Deighton was only a second son, but he was a respectable clergyman, and handsome into the bargain. My mother was instantly attracted to him. She had never been pretty – handsome perhaps – for she had inherited her grim-faced father's sharp angles and exaggerated features – and was therefore gratified by the young and handsome Mr. Deighton's attentions. She had heard him preaching once or twice before: he used very powerful, almost forceful language, and knew how to pierce the heart and trouble the mind with dark and serious reflections. He was endowed with a mysterious appeal to the emotions, and a firmly moral disposition that her father highly esteemed.

They did not know however that he was narrow-minded, selfish and tyrannical. My mother was not a very good judge of character, so she registered only what he allowed to be seen in public – his strong intellect and religious piety. After a mere fortnight of courting he made her an offer of marriage. It was tempting; and not being of a very independent mind, the offer was accepted in due course after some persuasion from her father and sisters. The marriage was the talk of the Upper Orders for weeks leading up to the ceremony, and when the day finally arrived, many peers deigned to attend it – most of them coming from families that are registered in Debrett's Peerage & Baronetage. The bride was hailed for her aristocratic look, and the groom for his classic cast of features, but for all that nature had given him his expression was remarked to be too severe, and many of the guests expressed subtle apprehensions for my gentle mother, who looked as fragile as a white lily. No one openly objected, because I suppose everyone was too wary of the groom's displeasure – he was said to have lost his temper at a very young age – to disapprove of the union. They honeymooned on the Continent: Paris, Vienna, Florence, Rome, Madrid, and Munich. They returned to England after a year abroad, and within the next year, I was born.

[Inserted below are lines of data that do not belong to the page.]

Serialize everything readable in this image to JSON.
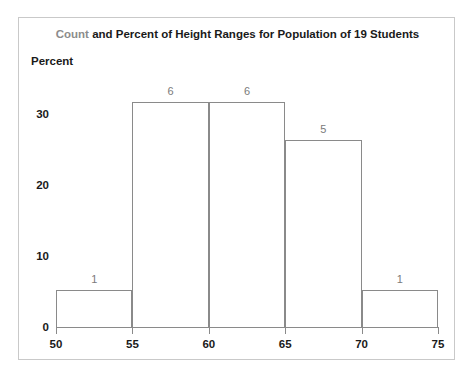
{
  "chart_data": {
    "type": "bar",
    "title": "Count and Percent of Height Ranges for Population of 19 Students",
    "title_parts": {
      "highlight": "Count",
      "rest": " and Percent of Height Ranges for Population of 19 Students"
    },
    "title_highlight_color": "#8c8c8c",
    "xlabel": "",
    "ylabel": "Percent",
    "ylim": [
      0,
      35
    ],
    "xlim": [
      50,
      75
    ],
    "grid": false,
    "legend": null,
    "y_ticks": [
      0,
      10,
      20,
      30
    ],
    "x_ticks": [
      50,
      55,
      60,
      65,
      70,
      75
    ],
    "bin_edges": [
      50,
      55,
      60,
      65,
      70,
      75
    ],
    "categories": [
      "50-55",
      "55-60",
      "60-65",
      "65-70",
      "70-75"
    ],
    "counts": [
      1,
      6,
      6,
      5,
      1
    ],
    "values": [
      5.26,
      31.58,
      31.58,
      26.32,
      5.26
    ],
    "data_labels": [
      "1",
      "6",
      "6",
      "5",
      "1"
    ],
    "total_count": 19,
    "bar_fill": "#ffffff",
    "bar_edge_color": "#8a8a8a",
    "axis_color": "#8a8a8a",
    "text_color": "#1a1a1a",
    "data_label_color": "#7a7a7a",
    "frame_border_color": "#c9c9c9"
  }
}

My mother was filled with even more bliss than on the day of her marriage, and she was quite ready to spoil her little boy, who had "eyes that looked into the very soul, bright and as black and burning as a coal," had I not severely irritated Deighton with my sharp wails and restless nature. After two days of enduring my natural defects he pronounced me a "hideous, tiresome imp." Indeed, Deighton soon proved to be a hard-hearted, ill-tempered tyrant who did not love his wife with the sincerity she had hitherto believed him to. The detestable man had only a pious madman's passion for the Church, and could only be loyal to his grotesque version of God. He seemed ever to stand by the saying, "Destruction cometh; and they shall seek peace, and there shall be none," for he was a black stain on our lives; he was sternly set on making it a living hell, though to him he was doubtless performing God's will.

I was five years old when a sister joined me in that dark, dismal life – for I had known but little peace and bliss in spite of my mother's efforts. She had been all mine up until then, and was still loyally affectionate, but she had now another child to dote on, a little girl, christened Amelia Prudence Deighton. We called her Amy, and she had been sent from Heaven with God's compliments, for she was the brightest, most affectionate child that ever lived. Though I was grim and grave by nature, little Amy made me into a mildly cheerful fellow. I was intensely defensive of her, and was loyally attached to her simple soul. The purely good are always simple in character, but according to the Christian belief, such simplicity is the reflection of God's purity, and I often scorned my own complexity of character, doggedly persuaded that I was more beast than man.